A developer argues that maximizing AI context windows leads to worse results, advocating for optimizing relevance over volume. They found that flooding context with excessive information creates noise, causing slower responses and compounding errors. The solution involves persisting long-term facts in a memory layer and scoping context to the current task.

read2 min views1 publishedJun 25, 2026

Title: The Constraint That Made Me Better: On Working Within Context Limits

If you've been throwing everything into your AI prompts lately—full codebases, months of conversation history, entire documentation sets—let me stop you. There's a better way, and it starts with embracing limits instead of fighting them. I know what you're thinking. "But I have a massive context window. Why not use it?" That's exactly what I thought too, until I noticed my AI-assisted work getting worse, not better. Outputs drifting. Reasoning looping. Errors compounding.

Here's the truth nobody talks about: more context isn't the same as better results.

Modern AI tools骄傲 us with enormous context windows. Claude, GPT-4, Gemini—they can handle huge amounts of information. And yes, that's genuinely useful. But somewhere along the way, we started treating "dump everything" as a best practice.

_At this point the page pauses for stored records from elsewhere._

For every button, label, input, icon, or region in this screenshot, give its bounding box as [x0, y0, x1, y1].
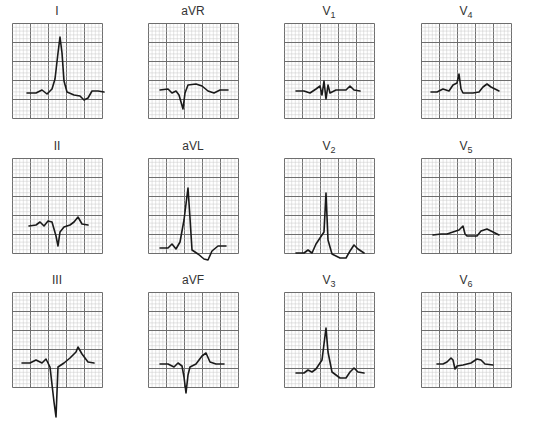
lead-label-subscript: 2: [331, 145, 336, 155]
lead-label: V5: [421, 139, 511, 155]
lead-label: aVL: [148, 139, 238, 153]
lead-label-subscript: 5: [468, 145, 473, 155]
lead-label-text: V: [459, 139, 467, 153]
ecg-waveform: [437, 358, 493, 369]
lead-label-text: I: [55, 4, 58, 18]
ecg-grid: [148, 292, 240, 422]
lead-label: V6: [421, 273, 511, 289]
ecg-grid: [284, 23, 376, 158]
lead-label-subscript: 1: [331, 10, 336, 20]
lead-label-text: aVL: [182, 139, 203, 153]
lead-label-text: II: [54, 139, 61, 153]
ecg-grid: [284, 292, 376, 422]
lead-label: II: [12, 139, 102, 153]
lead-label: V1: [284, 4, 374, 20]
ecg-grid: [421, 23, 513, 158]
lead-label-text: V: [322, 4, 330, 18]
lead-label: aVF: [148, 273, 238, 287]
ecg-grid: [12, 292, 104, 422]
lead-label-subscript: 6: [468, 279, 473, 289]
lead-label: aVR: [148, 4, 238, 18]
lead-label-text: V: [459, 4, 467, 18]
ecg-grid: [12, 23, 104, 158]
lead-label: III: [12, 273, 102, 287]
lead-label: I: [12, 4, 102, 18]
lead-label-subscript: 3: [331, 279, 336, 289]
lead-label-text: aVF: [182, 273, 204, 287]
lead-label-text: V: [322, 139, 330, 153]
lead-label-text: III: [52, 273, 62, 287]
lead-label: V4: [421, 4, 511, 20]
ecg-waveform: [22, 347, 94, 417]
lead-label: V3: [284, 273, 374, 289]
lead-label-text: V: [459, 273, 467, 287]
lead-label-text: aVR: [181, 4, 204, 18]
lead-label-text: V: [322, 273, 330, 287]
ecg-waveform: [296, 81, 360, 99]
lead-label-subscript: 4: [468, 10, 473, 20]
lead-label: V2: [284, 139, 374, 155]
ecg-grid: [421, 292, 513, 422]
ecg-grid: [148, 23, 240, 158]
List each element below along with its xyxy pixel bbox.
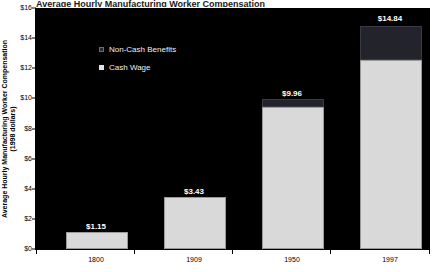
y-tick-label-16: $16 bbox=[2, 4, 32, 12]
y-tick-label-10: $10 bbox=[2, 94, 32, 102]
bar-value-1997: $14.84 bbox=[345, 14, 434, 23]
bar-value-1800: $1.15 bbox=[51, 222, 141, 231]
x-tick-mark-3 bbox=[330, 250, 331, 254]
x-tick-mark-2 bbox=[232, 250, 233, 254]
chart-title: Average Hourly Manufacturing Worker Comp… bbox=[36, 0, 429, 7]
bar-1909 bbox=[164, 8, 226, 249]
x-axis-line bbox=[36, 249, 430, 250]
bar-1950 bbox=[262, 8, 324, 249]
y-tick-label-6: $6 bbox=[2, 155, 32, 163]
bar-segment-cash-1909 bbox=[164, 197, 226, 249]
bar-value-1950: $9.96 bbox=[247, 89, 337, 98]
y-tick-label-8: $8 bbox=[2, 125, 32, 133]
chart-figure: Average Hourly Manufacturing Worker Comp… bbox=[0, 0, 434, 272]
bar-segment-non-cash-1950 bbox=[262, 99, 324, 107]
x-tick-label-1800: 1800 bbox=[66, 256, 126, 264]
x-tick-mark-right-edge bbox=[429, 250, 430, 254]
x-tick-label-1950: 1950 bbox=[262, 256, 322, 264]
plot-area: Non-Cash Benefits Cash Wage bbox=[36, 8, 430, 249]
bar-value-1909: $3.43 bbox=[149, 187, 239, 196]
x-tick-label-1909: 1909 bbox=[164, 256, 224, 264]
y-tick-label-14: $14 bbox=[2, 34, 32, 42]
bar-1800 bbox=[66, 8, 128, 249]
bar-1997 bbox=[360, 8, 422, 249]
bar-segment-cash-1950 bbox=[262, 107, 324, 249]
y-tick-label-0: $0 bbox=[2, 245, 32, 253]
x-tick-mark-1 bbox=[134, 250, 135, 254]
y-tick-label-12: $12 bbox=[2, 64, 32, 72]
x-tick-label-1997: 1997 bbox=[360, 256, 420, 264]
x-tick-mark-left-edge bbox=[36, 250, 37, 254]
bar-segment-non-cash-1997 bbox=[360, 26, 422, 61]
y-tick-label-2: $2 bbox=[2, 215, 32, 223]
y-tick-label-4: $4 bbox=[2, 185, 32, 193]
bar-segment-cash-1800 bbox=[66, 232, 128, 249]
bar-segment-cash-1997 bbox=[360, 60, 422, 249]
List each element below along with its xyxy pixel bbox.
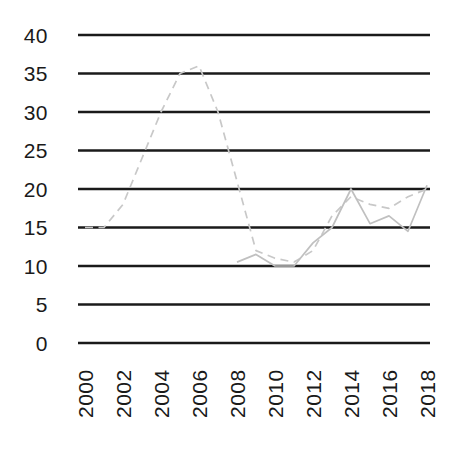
series-group [85,66,427,266]
dashed-series [85,66,427,262]
x-axis-tick-labels: 2000200220042006200820102012201420162018 [74,369,439,418]
x-axis-tick-label: 2012 [302,369,325,418]
y-axis-tick-label: 30 [24,101,48,124]
x-axis-tick-label: 2002 [112,369,135,418]
y-axis-tick-label: 25 [24,139,48,162]
y-axis-tick-label: 0 [36,332,48,355]
line-chart-canvas: 0510152025303540200020022004200620082010… [0,0,453,450]
x-axis-tick-label: 2018 [416,369,439,418]
x-axis-tick-label: 2004 [150,369,173,418]
y-axis-tick-label: 10 [24,255,48,278]
x-axis-tick-label: 2016 [378,369,401,418]
y-axis-tick-label: 40 [24,24,48,47]
x-axis-tick-label: 2014 [340,369,363,418]
x-axis-tick-label: 2008 [226,369,249,418]
x-axis-tick-label: 2000 [74,369,97,418]
y-axis-tick-labels: 0510152025303540 [24,24,48,355]
x-axis-tick-label: 2006 [188,369,211,418]
x-axis-tick-label: 2010 [264,369,287,418]
solid-series [237,185,427,266]
gridlines [78,35,430,343]
chart-figure: 0510152025303540200020022004200620082010… [0,0,453,450]
y-axis-tick-label: 5 [36,293,48,316]
y-axis-tick-label: 35 [24,62,48,85]
y-axis-tick-label: 15 [24,216,48,239]
y-axis-tick-label: 20 [24,178,48,201]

It feels productive. You feel prepared. The model has everything it could possibly need, right?

Except it doesn't work that way.

When you flood a context window, you're not giving the model more to work with—you're creating noise. The subtle connections between components get flattened. Important dependencies disappear into irrelevant details. Reasoning gets muddled because there's simply too much to hold coherent.

The result? Slower responses, worse output, and more backtracking to fix mistakes that shouldn't have happened.

You hear it everywhere: context is getting cheaper. Windows are expanding. Embeddings are dropping in cost. And that's true—but it conflates availability with effectiveness.

Having a bigger bucket doesn't mean you should fill it with everything. Sometimes it means you're just working harder to carry more junk.

The shift that changed everything for me was moving from "maximize context" to "optimize relevance."

Instead of feeding everything and letting the model sort it out, I became deliberate about what entered the context at each step:

State that matters gets persisted. Long-term facts, design decisions, established preferences—those go into a memory layer that survives across sessions. Your context window shouldn't be a cache for everything; it should be a working set for the task at hand.

Context gets scoped to the current task.